President Barack Obama arrived in Beijing as part of his tour to re-emphasize the Asia-Pacific Pivot.

Obama is far too smart a man to remain in denial. And far too smart not to know, for this Veterans Day, the consequences of his decisions with regard to U.S. military and covert interventions around the world.

Veterans Day was originally Armistice Day, the commemoration of the end in 1918 of the Great War. That's what they called World War I back in the day, before we knew enough to number the things.

The "War to End All Wars" proved to be anything but, of course. Instead, it established what has come to be a familiar pattern in the dynamics of modern history, that of one conflict frequently giving rise to (at the least) another.

America has been in many conflicts since Theodore Roosevelt led us out onto the global stage in the aftermath of the Spanish-American War, of which he was both a principal architect, as assistant secretary of the Navy in the run-up to the war, and the principal beneficiary as a result of leading his Rough Riders in their famous charge up Cuba's San Juan Hill.

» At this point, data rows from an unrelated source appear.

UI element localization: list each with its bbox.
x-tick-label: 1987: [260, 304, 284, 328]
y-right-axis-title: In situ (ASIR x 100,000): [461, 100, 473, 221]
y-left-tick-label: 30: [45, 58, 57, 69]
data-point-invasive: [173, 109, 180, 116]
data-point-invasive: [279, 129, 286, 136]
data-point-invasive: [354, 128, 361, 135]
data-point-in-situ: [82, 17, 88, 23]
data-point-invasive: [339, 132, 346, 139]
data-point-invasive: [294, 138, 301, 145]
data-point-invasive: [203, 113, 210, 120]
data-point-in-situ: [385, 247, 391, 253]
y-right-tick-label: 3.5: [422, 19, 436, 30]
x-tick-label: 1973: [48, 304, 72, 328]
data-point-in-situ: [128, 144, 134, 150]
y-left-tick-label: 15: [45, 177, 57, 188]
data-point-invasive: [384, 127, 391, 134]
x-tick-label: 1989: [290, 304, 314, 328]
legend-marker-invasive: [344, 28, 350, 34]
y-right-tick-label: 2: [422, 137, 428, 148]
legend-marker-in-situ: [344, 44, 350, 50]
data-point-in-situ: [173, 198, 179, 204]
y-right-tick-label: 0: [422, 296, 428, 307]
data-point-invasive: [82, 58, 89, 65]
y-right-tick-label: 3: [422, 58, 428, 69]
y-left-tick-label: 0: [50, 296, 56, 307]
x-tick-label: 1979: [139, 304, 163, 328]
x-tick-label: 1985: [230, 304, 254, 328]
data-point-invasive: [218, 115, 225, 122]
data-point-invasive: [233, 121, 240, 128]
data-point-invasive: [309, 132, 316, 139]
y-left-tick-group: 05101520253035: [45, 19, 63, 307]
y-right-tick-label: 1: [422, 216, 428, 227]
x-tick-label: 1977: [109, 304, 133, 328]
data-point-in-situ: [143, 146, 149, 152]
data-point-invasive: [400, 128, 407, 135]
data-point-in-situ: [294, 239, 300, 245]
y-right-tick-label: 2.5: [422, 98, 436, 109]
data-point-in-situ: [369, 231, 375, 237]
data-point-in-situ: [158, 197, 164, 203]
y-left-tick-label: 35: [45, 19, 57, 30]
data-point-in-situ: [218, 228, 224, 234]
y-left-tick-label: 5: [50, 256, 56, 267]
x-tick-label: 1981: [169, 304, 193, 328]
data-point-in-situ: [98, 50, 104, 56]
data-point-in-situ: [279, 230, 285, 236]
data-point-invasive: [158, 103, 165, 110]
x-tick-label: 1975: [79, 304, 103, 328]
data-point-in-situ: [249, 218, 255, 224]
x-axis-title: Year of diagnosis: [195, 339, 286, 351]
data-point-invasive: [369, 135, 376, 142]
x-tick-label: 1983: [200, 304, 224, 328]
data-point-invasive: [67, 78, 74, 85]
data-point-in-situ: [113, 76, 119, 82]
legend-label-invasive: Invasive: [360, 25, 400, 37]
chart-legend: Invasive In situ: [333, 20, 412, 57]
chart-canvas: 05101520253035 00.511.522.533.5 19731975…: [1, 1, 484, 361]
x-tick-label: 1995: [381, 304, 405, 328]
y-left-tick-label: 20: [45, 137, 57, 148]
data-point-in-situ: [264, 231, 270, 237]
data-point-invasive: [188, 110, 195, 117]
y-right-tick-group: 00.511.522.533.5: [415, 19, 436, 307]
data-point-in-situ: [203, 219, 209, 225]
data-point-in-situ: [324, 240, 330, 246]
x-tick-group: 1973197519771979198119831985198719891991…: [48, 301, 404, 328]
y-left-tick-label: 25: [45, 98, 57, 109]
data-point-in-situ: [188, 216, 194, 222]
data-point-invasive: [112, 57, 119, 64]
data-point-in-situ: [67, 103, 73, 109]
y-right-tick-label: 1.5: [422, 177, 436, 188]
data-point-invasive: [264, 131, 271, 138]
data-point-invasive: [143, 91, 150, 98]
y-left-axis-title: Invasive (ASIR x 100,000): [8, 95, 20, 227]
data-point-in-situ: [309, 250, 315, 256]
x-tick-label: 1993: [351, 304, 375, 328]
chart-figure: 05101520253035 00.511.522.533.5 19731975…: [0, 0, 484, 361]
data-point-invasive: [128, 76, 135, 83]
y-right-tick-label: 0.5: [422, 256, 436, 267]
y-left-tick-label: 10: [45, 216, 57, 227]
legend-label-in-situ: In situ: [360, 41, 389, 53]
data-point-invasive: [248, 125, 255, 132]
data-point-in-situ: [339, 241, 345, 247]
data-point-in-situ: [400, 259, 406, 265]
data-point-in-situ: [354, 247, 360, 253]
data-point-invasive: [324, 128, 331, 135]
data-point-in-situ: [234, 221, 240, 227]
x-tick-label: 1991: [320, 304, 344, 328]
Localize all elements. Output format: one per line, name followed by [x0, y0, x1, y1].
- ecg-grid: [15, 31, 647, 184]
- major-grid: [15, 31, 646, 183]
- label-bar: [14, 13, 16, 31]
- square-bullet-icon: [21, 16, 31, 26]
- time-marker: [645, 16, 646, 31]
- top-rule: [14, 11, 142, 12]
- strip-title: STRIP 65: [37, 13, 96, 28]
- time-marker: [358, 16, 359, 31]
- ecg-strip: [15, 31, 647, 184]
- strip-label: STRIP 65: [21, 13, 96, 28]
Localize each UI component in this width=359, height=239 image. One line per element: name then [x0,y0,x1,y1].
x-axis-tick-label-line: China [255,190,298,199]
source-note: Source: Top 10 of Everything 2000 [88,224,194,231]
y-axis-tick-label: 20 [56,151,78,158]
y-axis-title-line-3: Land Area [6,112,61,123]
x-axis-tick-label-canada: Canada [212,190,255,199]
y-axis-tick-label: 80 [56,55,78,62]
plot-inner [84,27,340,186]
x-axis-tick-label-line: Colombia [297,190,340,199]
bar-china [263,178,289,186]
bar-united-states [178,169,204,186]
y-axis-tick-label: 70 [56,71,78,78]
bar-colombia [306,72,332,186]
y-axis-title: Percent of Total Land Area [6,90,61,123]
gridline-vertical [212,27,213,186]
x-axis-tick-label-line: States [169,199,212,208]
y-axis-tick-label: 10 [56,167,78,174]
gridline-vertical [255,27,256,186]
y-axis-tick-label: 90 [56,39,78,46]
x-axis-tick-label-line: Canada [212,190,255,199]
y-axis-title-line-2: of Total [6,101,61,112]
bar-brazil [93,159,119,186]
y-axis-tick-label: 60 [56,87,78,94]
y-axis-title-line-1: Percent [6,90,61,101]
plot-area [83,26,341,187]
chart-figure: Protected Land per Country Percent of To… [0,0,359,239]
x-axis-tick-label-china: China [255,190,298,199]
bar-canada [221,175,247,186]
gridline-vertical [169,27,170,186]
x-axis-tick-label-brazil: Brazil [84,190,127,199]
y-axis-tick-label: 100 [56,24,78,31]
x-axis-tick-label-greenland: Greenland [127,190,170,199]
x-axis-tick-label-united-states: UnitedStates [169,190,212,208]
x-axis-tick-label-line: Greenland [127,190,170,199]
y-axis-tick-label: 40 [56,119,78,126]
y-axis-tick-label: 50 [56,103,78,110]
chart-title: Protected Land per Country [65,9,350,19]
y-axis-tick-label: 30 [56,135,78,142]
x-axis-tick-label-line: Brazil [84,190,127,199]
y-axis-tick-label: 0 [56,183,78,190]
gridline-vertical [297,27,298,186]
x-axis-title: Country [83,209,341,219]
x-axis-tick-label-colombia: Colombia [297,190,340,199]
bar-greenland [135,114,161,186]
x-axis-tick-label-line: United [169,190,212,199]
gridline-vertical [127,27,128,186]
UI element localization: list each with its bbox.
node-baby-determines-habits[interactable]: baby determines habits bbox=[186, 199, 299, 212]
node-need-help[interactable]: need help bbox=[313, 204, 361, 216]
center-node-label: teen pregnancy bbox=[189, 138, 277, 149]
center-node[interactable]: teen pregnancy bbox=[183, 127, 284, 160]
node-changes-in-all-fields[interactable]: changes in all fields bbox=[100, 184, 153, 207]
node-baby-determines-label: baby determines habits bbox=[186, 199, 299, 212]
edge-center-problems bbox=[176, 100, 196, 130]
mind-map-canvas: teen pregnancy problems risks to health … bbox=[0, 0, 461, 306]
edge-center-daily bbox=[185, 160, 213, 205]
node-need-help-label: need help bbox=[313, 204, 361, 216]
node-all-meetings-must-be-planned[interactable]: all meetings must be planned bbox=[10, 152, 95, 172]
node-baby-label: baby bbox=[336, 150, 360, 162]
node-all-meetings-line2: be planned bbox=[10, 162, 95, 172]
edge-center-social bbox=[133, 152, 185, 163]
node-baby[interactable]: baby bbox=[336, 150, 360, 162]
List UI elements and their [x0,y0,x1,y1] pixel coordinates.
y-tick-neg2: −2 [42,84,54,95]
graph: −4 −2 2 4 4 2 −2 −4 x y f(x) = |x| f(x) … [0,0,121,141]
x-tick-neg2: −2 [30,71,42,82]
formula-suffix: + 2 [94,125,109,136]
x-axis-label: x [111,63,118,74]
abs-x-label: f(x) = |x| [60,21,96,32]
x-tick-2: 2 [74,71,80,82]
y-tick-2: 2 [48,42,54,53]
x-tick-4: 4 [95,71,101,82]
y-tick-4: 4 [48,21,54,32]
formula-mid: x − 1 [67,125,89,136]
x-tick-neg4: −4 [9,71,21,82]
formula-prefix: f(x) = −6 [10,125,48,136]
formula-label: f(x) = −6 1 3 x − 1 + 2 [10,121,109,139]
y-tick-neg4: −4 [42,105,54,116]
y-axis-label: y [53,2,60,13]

Many if not most of the conflicts since have been misbegotten. Each has had its cost.

Today, with the world ever more complex, and with the crosscuts of inter-relatedness threatening to make many potential conflicts ever larger, it's more important than ever that the mission merits its cost -- in blood, treasure, and pain for all involved.

Not the least of the sacrifice in any mission, even the successful ones, is that of America's veterans. I'm proud to have worn the uniform, and fortunate to have gotten off easy, being shot at but never shot, detained but not mistreated.

Far too many have not been nearly so lucky. And even the unscathed make their sacrifices, in time, effort, disruption in life, and for some, mental trauma.

Tragically, the post-9/11 era has seen too many missions which not only don't merit the sacrifice but also create bigger problems, such as the Iraq invasion and Afghanistan surge. For the cost of either one, we could have mounted a manned mission to Mars, doubled the fleet of aircraft carriers, and done new social and environmental programs besides. That's an "American Exceptionalism" the rest of the world would respect rather than deride.

So the answer is to avoid intervention? Sure. Except that the failure to act is sometimes worse than the present excess of activism.

Another President Roosevelt struggled for years with an isolationist America determinedly deaf, dumb, and blind to the obvious dangers of fascism arising all around.

As Plato (or was it George Santayana?) noted: "Only the dead have seen the end of war."

It's down to knowledgeable leadership to determine when the mission truly merits the inevitable sacrifice that service to country brings.